Empowered Health Course · Lesson 16 · 4:39

Weight Regain

Transcript

Long-term weight maintenance is really challenging — otherwise we'd all just lose weight and keep it off, and this wouldn't be such an issue. It turns out the brain is very good at defending against weight loss. That's not to say lifestyle is futile: with proper support, good motivation, and the right circumstances, about a quarter of people can lose more than 10% of their body weight and keep it off. We should applaud that — it's fantastic — and a few percent will lose even more dramatically.

But that's not the norm. Those who succeed had some good fortune — a cooperative brain — along with strong values, intentions, discipline, and supportive life circumstances. There's also likely some genetic or biological factor that helped them be "super responders."

On average, by five years after a successful weight loss, about 75% of the lost weight returns. Year after year, weight tends to creep up. That's a combination of things: the deep brain defending against weight loss through increased appetite and decreased energy expenditure; the ongoing challenge of sustaining lifestyle changes; and the durability of our habits.

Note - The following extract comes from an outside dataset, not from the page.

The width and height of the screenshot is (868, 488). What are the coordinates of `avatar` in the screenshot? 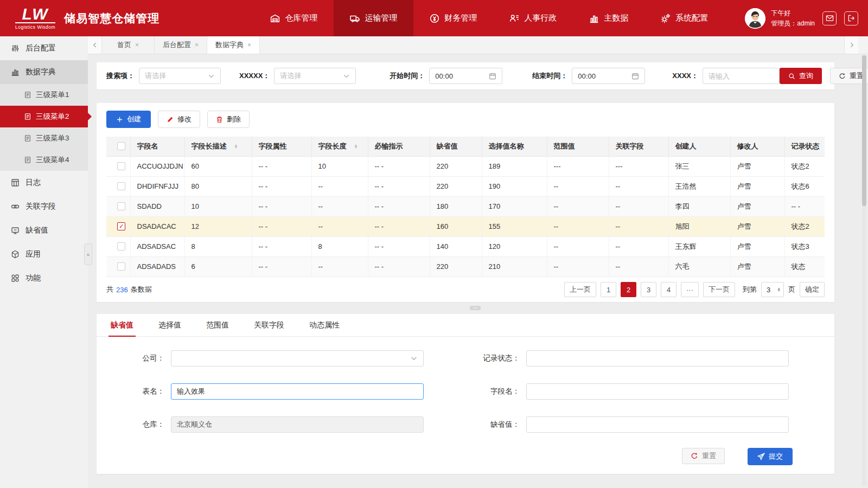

The brain has learned all these things over time — like a supercomputer running its programming. Most of the time that works in our favor, but some old habits are very durable and hard to rewire. We're also wired to conserve energy. Back in the day, running for no reason made no sense; we ran to escape animals or to hunt. We conserved energy and ate as much as we could when food was available. That's the hardwiring we've inherited.

So weight regain is almost to be expected for most people after weight loss, and we shouldn't see it as a personal failure — it's biology. This is why, even with great lifestyle change, we should check in and monitor weight over time. If there were medical complications from living with weight, and weight is being regained, those symptoms will re-emerge — and we can address that with a shift in lifestyle or by considering medical therapy, which can help maintain weight loss for longer.

This transcript has been lightly edited from the video for readability. For the complete experience, please watch the video above.